Director of the Defense Intelligence Agency General Patrick Hughes concludes bluntly in his annual threat assessment, "There is no indication that China will field the much larger number of missiles necessary to shift from a minimalist, retaliation strategy to a first-strike strategy." This did not square with the views of the majority members of the Senate Intelligence Committee who pushed him on the issue in a series of questions for the record. General Hughes response (just released by the Committee) is that he has "high confidence" in this assessment and further, that "China’s defense expenditures are not expected to increase significantly for nuclear defense modernization."

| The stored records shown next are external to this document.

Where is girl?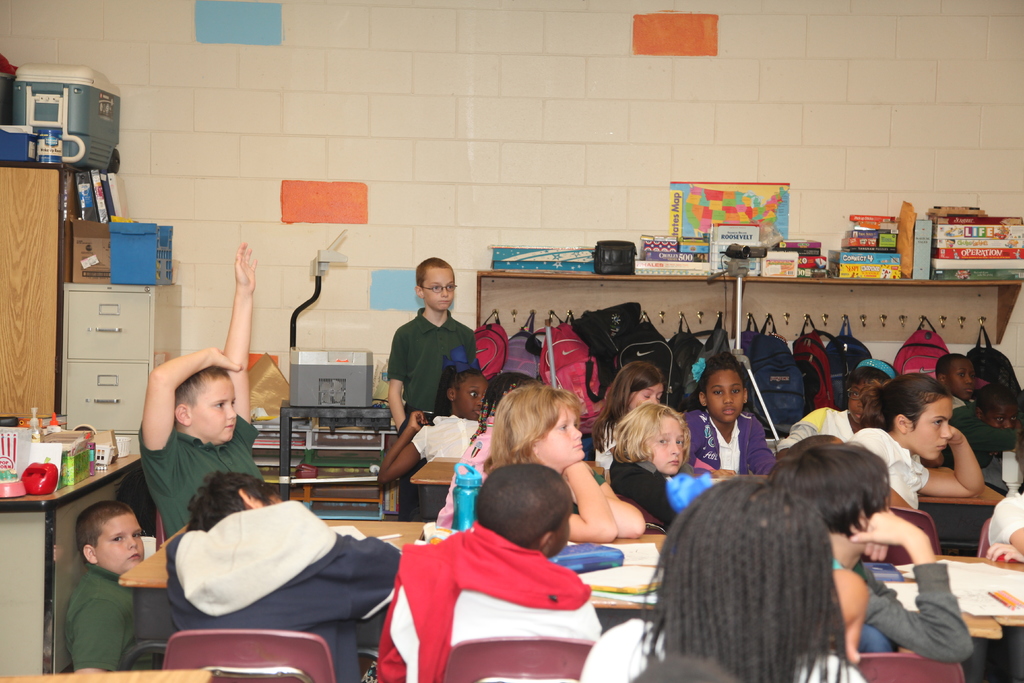
[849, 371, 986, 509].
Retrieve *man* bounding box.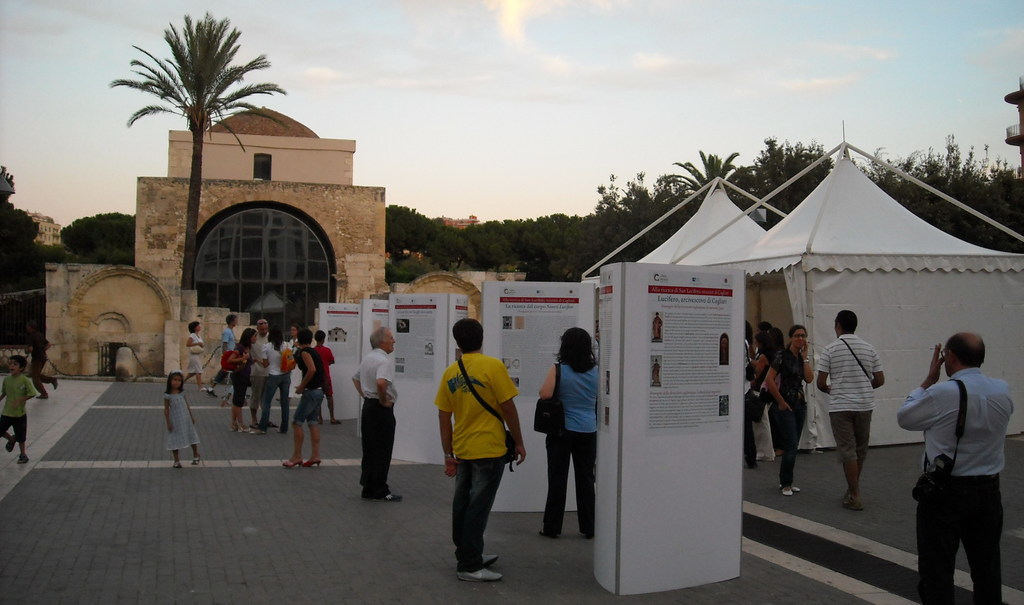
Bounding box: 815 307 885 513.
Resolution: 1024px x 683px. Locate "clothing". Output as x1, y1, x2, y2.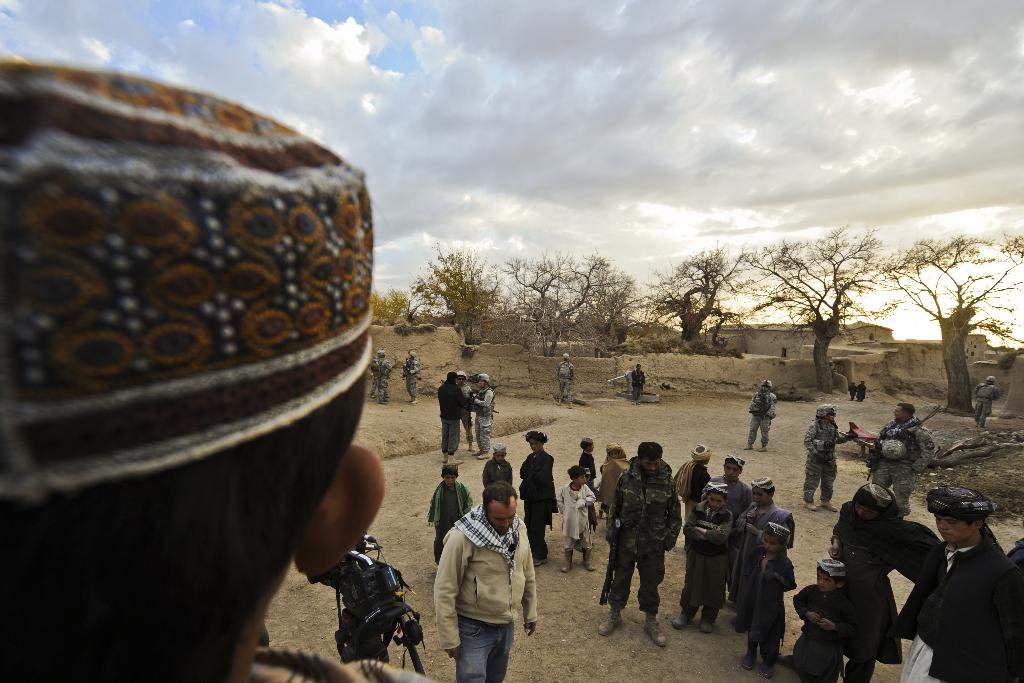
669, 456, 706, 538.
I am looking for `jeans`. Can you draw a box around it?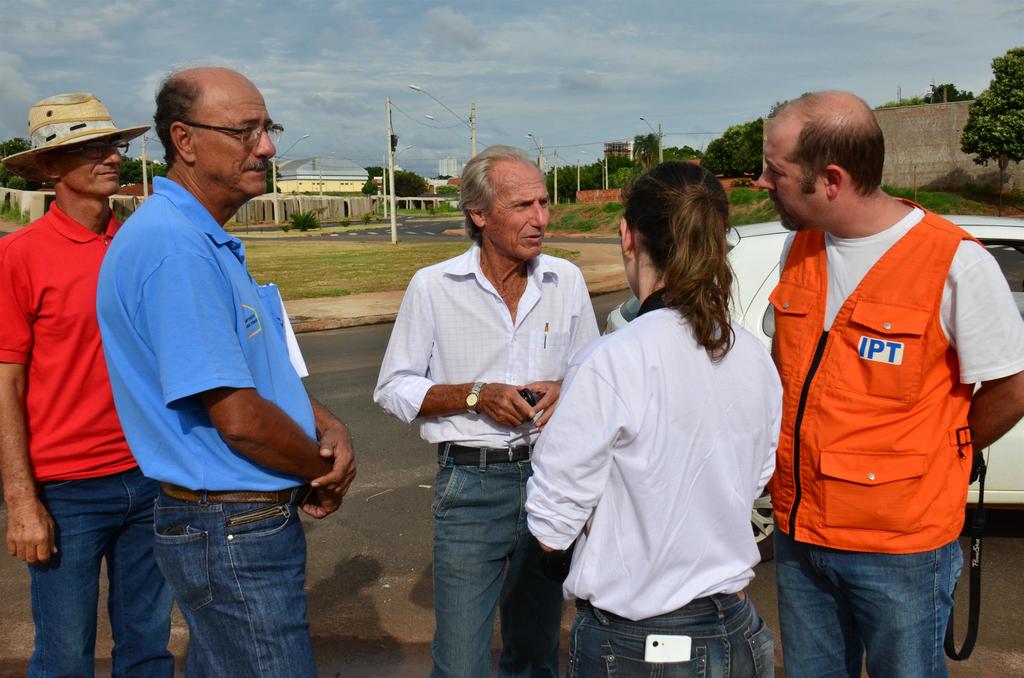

This DIA assessment is consistent with the policy of a minimum deterrence force that China has pursued since it first began its nuclear weapons program. China has never had any intention of making the same mistake the Soviet Union and the United States made during the Cold War: engaging in an expensive race that produce over 125,000 nuclear weapons (at the cost on the U.S. side alone of over $5 trillion). China has sought a minimum force, adequate to deter a nuclear adversary from attacking first, knowing that there would be a nuclear launch in response.

The overall situation encapsulated by James Mulvenon, a RAND Corporation military analyst, who says:

"The US is no more at threat now than before this alleged espionage. It is only half the battle to steal technology. China has not fielded any weapon—and does not appear to be planning to—that has any technology said to be stolen."

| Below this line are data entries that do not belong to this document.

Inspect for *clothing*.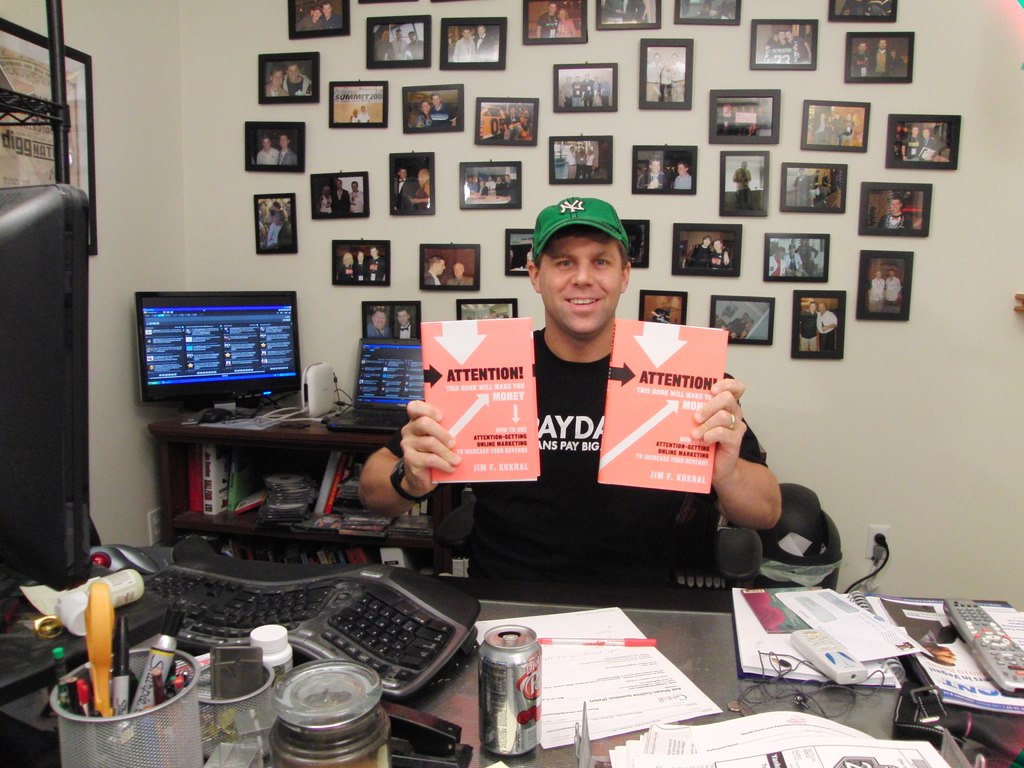
Inspection: bbox(397, 321, 420, 337).
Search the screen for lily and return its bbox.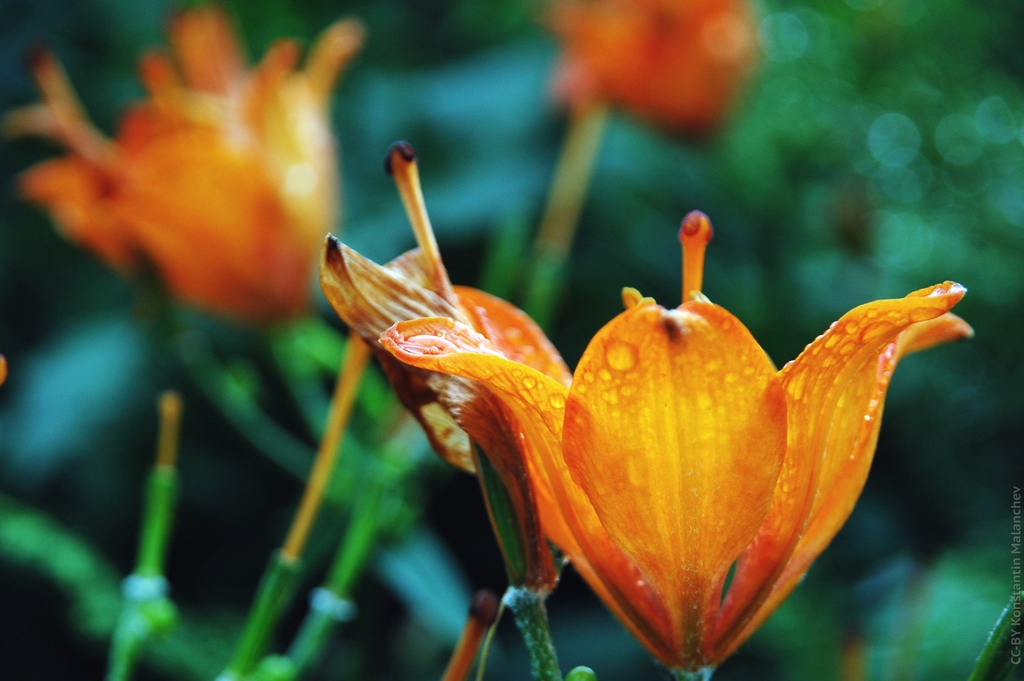
Found: crop(378, 208, 982, 678).
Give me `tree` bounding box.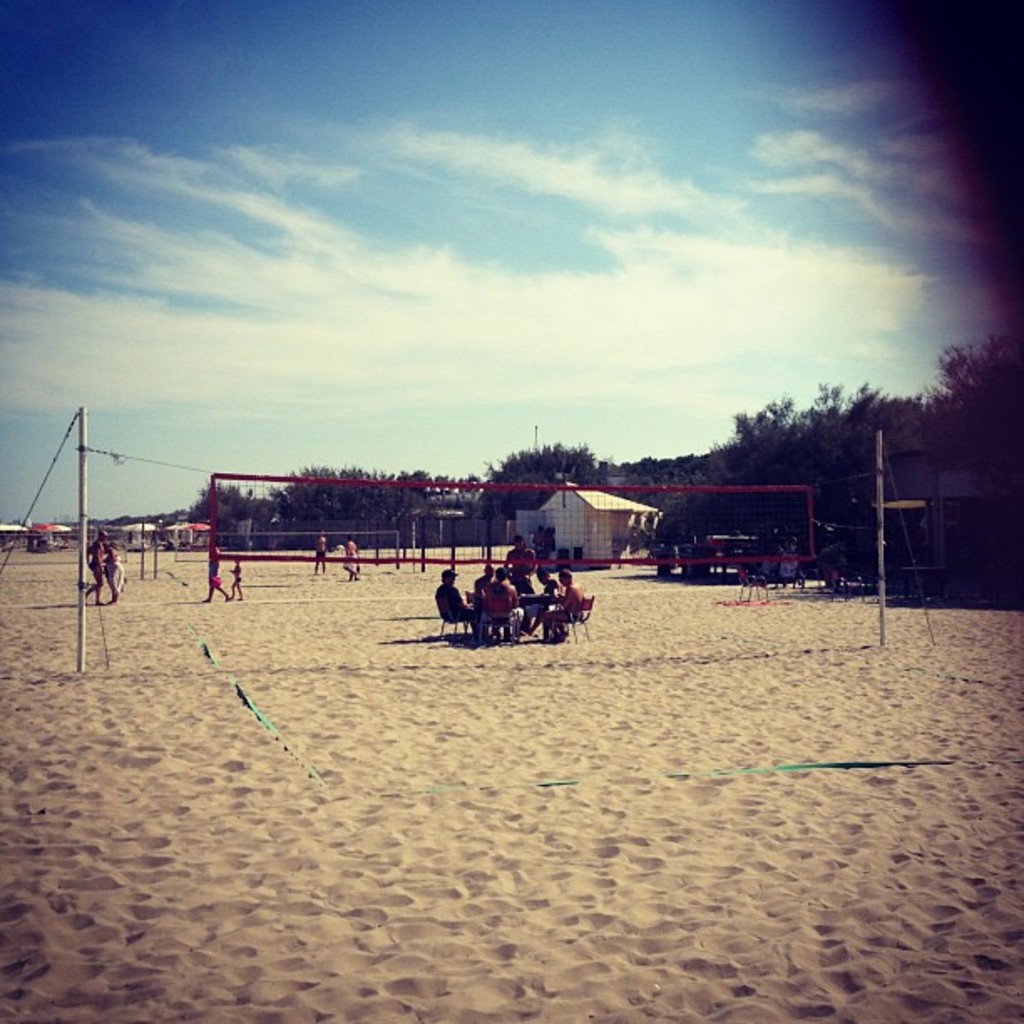
[187,470,254,550].
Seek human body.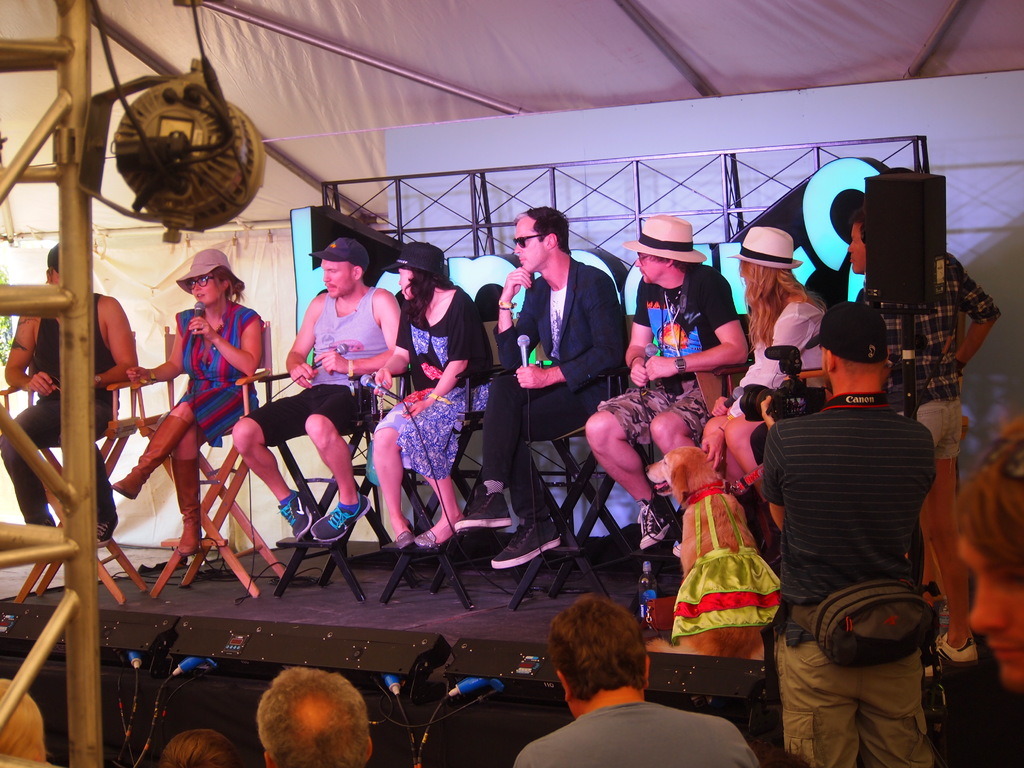
[left=582, top=212, right=748, bottom=556].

Mr. Mulvenon testified before the Cox panel, but apparently he was not asked for his assessment of the espionage impact and his views or the views of the majority of intelligence and military experts on this issue are not reflected in the panel report.

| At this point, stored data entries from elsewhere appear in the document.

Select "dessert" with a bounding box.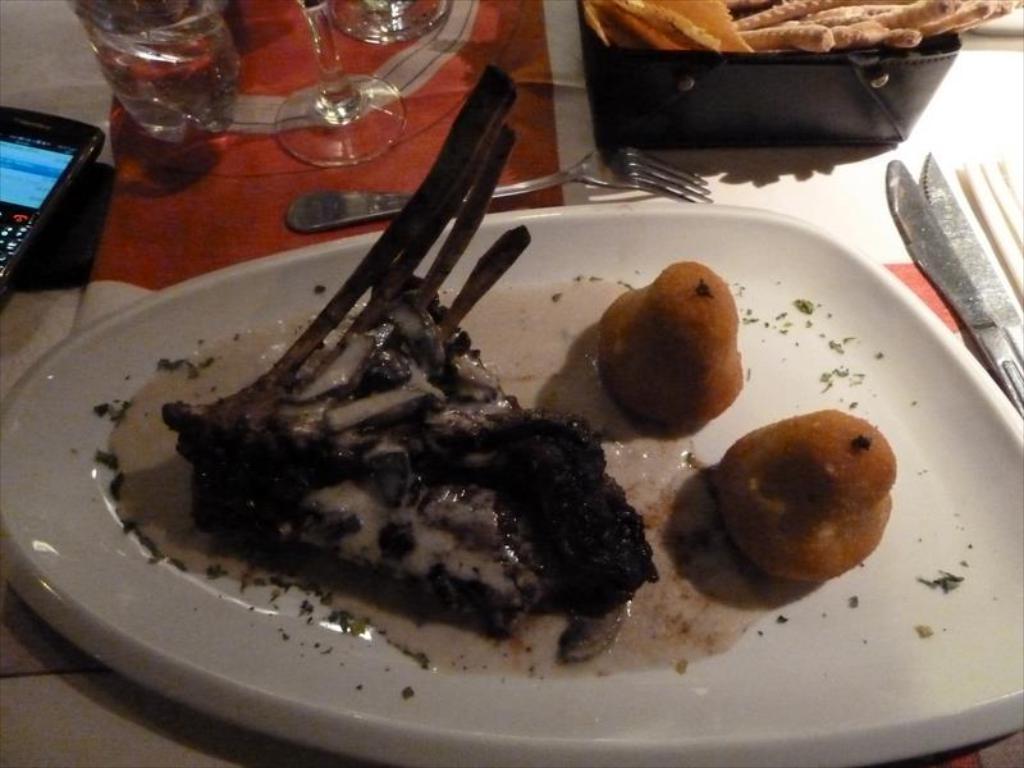
<region>701, 415, 901, 617</region>.
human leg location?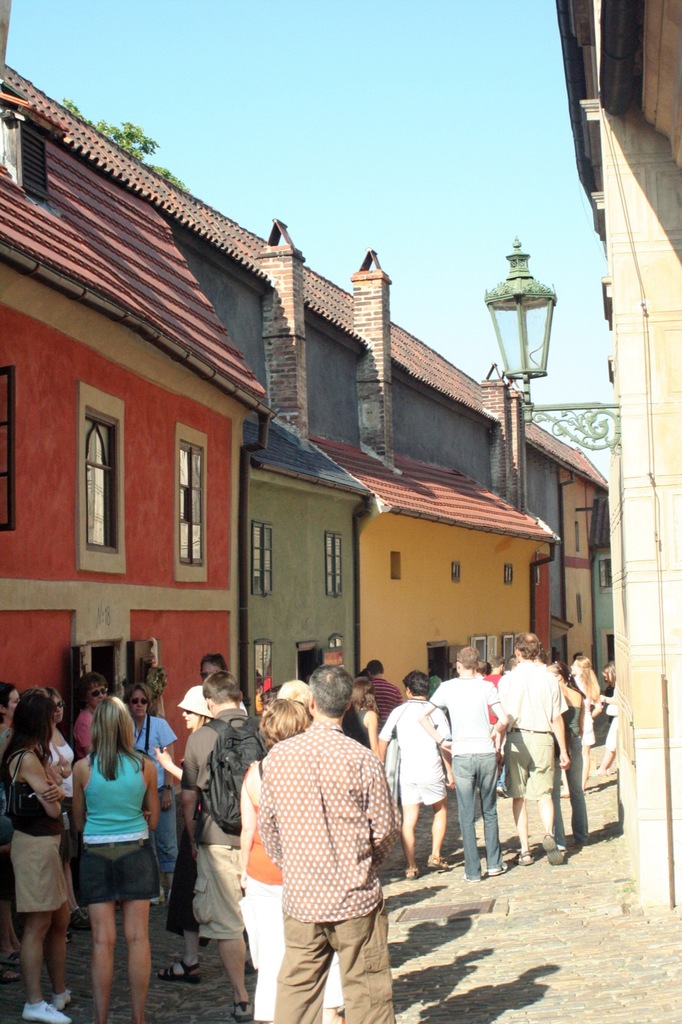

Obviously, China’s plans could accelerate. If the United States and Japan increase their military presence on China’s borders by deploying missile defenses, if the US enters into a de facto military alliance with Taiwan over missile defenses, or if India were to deploy nuclear-armed missiles in significant numbers, China’s military could well demand and get a greater share of China’s scarce resources.

The overall Chinese strategic vision remains the same: China wants 20 to 30 years of international peace and stability in order to modernize its economy and raise the standard of living for its population. Only then would true military modernization be possible. During this economic modernization process much could change in China, including the very nature of the regime. In fact, some would say that democratization is essential for China’s sustained economic growth.

Much depends on how America handles this critical relationship. Campaign agendas or political hyperbole should not overrule the sound judgements of our military leadership nor stampede us into reckless confrontations or expensive new military programs.


Joseph Cirincione is the Director of the Carnegie Non-Proliferation Project. He served for nine years on the professional staff of the House Armed Services Committee and Government Operations Committee.

Link to The Cox Committee Report

Carnegie does not take institutional positions on public policy issues; the views represented herein are those of the author(s) and do not necessarily reflect the views of Carnegie, its staff, or its trustees.